Molding of micro components from thermoplastic polymers has become a routinely used industrial production process. This paper describes both the more than 30-year-old history and the present state of development and applications. Hot embossing, injection molding, reaction injection molding, injection compression molding, thermoforming, and various types of tool fabrication are introduced and their advantages and drawbacks are discussed. In addition, design considerations, process limitations, and commercially available micro molding machines are presented.
Hot embossing is the technique to fabricate high precision and high quality plastic microstructures. Industrial fabrication of plastics components is normally achieved by injection molding. Hot embossing is actually used only for a few optical applications where high precision and high quality are important.The advantages of hot embossing are low material flow, avoiding internal stress which induces e.g. scattering centers infavorable for optical applications, and low flow rates, so more delicate structures can be fabricated, such as free standing thin columns or narrow oblong walls.The development of modular molding equipment, orientated on industrial standards has opened the door to the fabrication of plastic microcomponents in great numbers (for example LIGA-UV/VIS-spectrometers). Hot embossing has the potential of increasing production rates and therefore decreasing production costs by the enlargement of the molding surface and automatization of the molding process.

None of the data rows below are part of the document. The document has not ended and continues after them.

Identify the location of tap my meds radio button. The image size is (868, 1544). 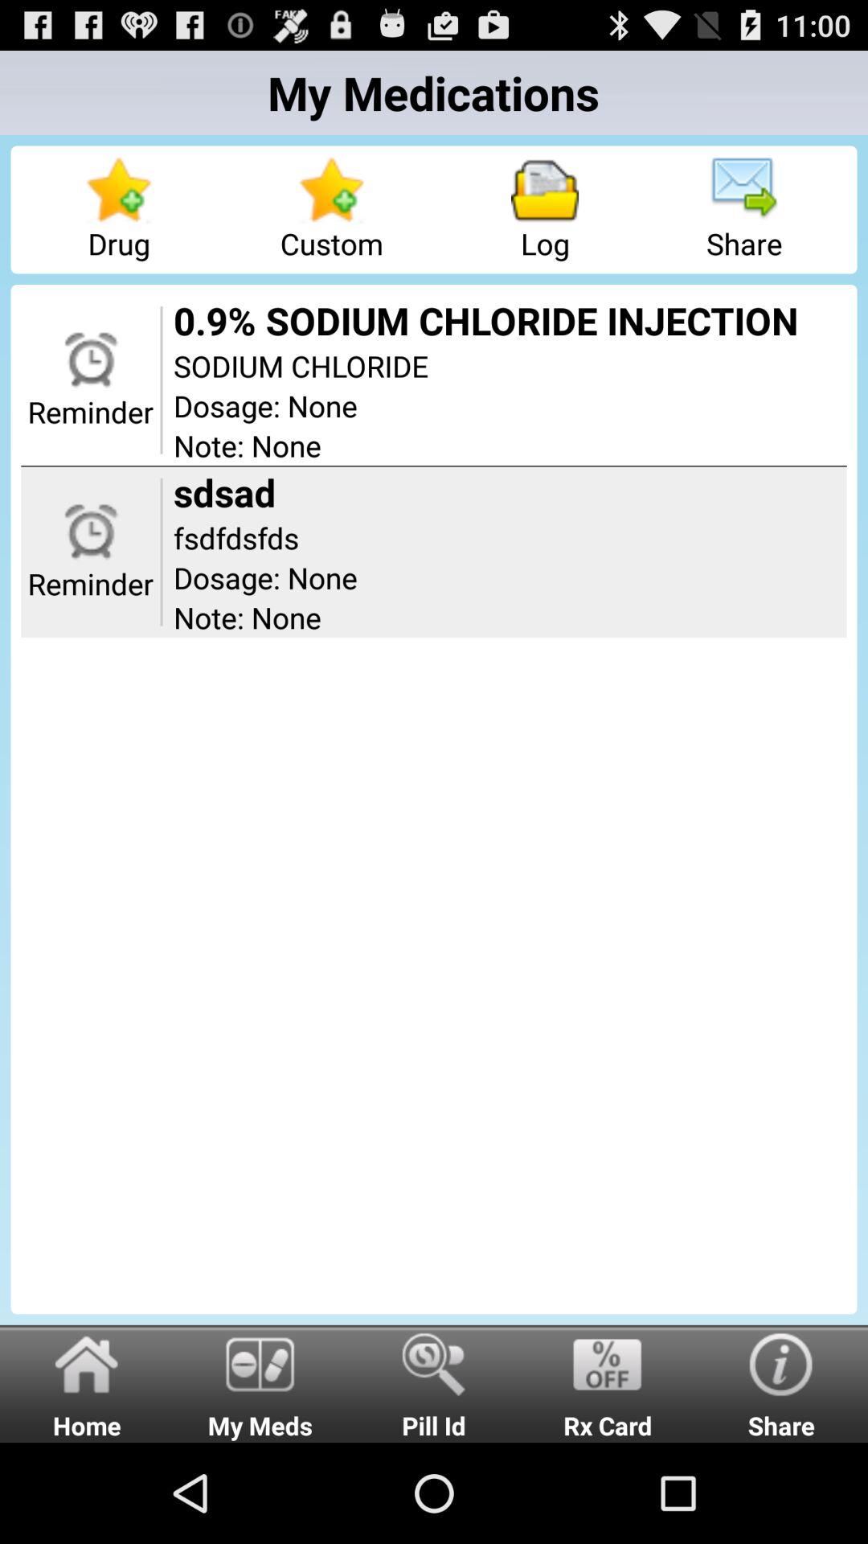
(260, 1383).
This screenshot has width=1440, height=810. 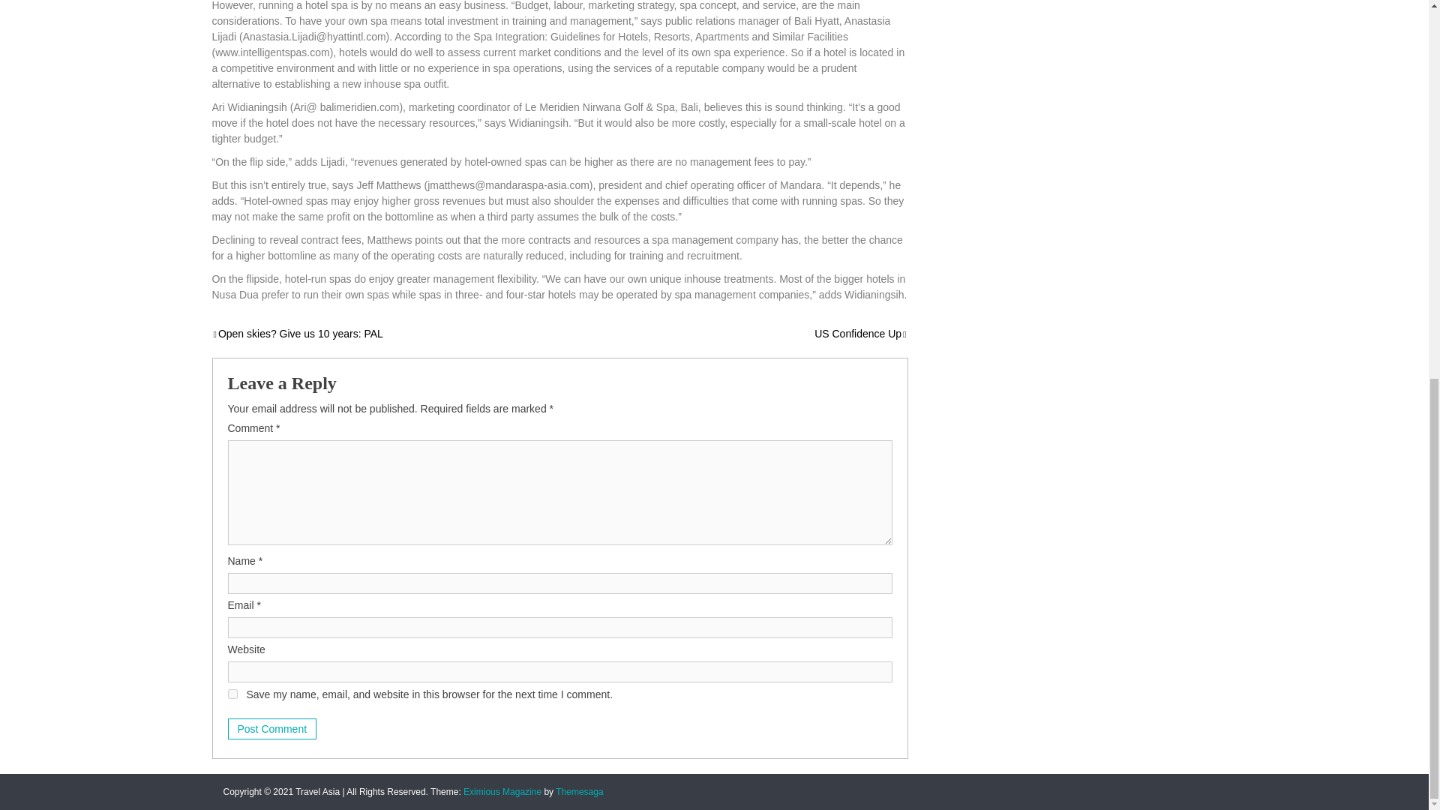 What do you see at coordinates (579, 791) in the screenshot?
I see `Themesaga` at bounding box center [579, 791].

The hot embossing process is a flexible molding technique to produce delicate microstructures with high aspect ratios on thin layers. Large-scale hot embossing is one effective way to meet future requirements and produce high-quality microstructures at low costs. For this, however, principal changes of the molding process and molding tool design will be required. In the present paper, constructive solutions for large-scale hot embossing shall be described. Based on a simulation of the hot embossing process, solutions shall be presented that are aimed at reducing shrinkage of the molded parts and demolding forces and, hence, at avoiding damages of microstructures during demolding.
scite is a Brooklyn-based organization that helps researchers better discover and understand research articles through Smart Citations–citations that display the context of the citation and describe whether the article provides supporting or contrasting evidence. scite is used by students and researchers from around the world and is funded in part by the National Science Foundation and the National Institute on Drug Abuse of the National Institutes of Health.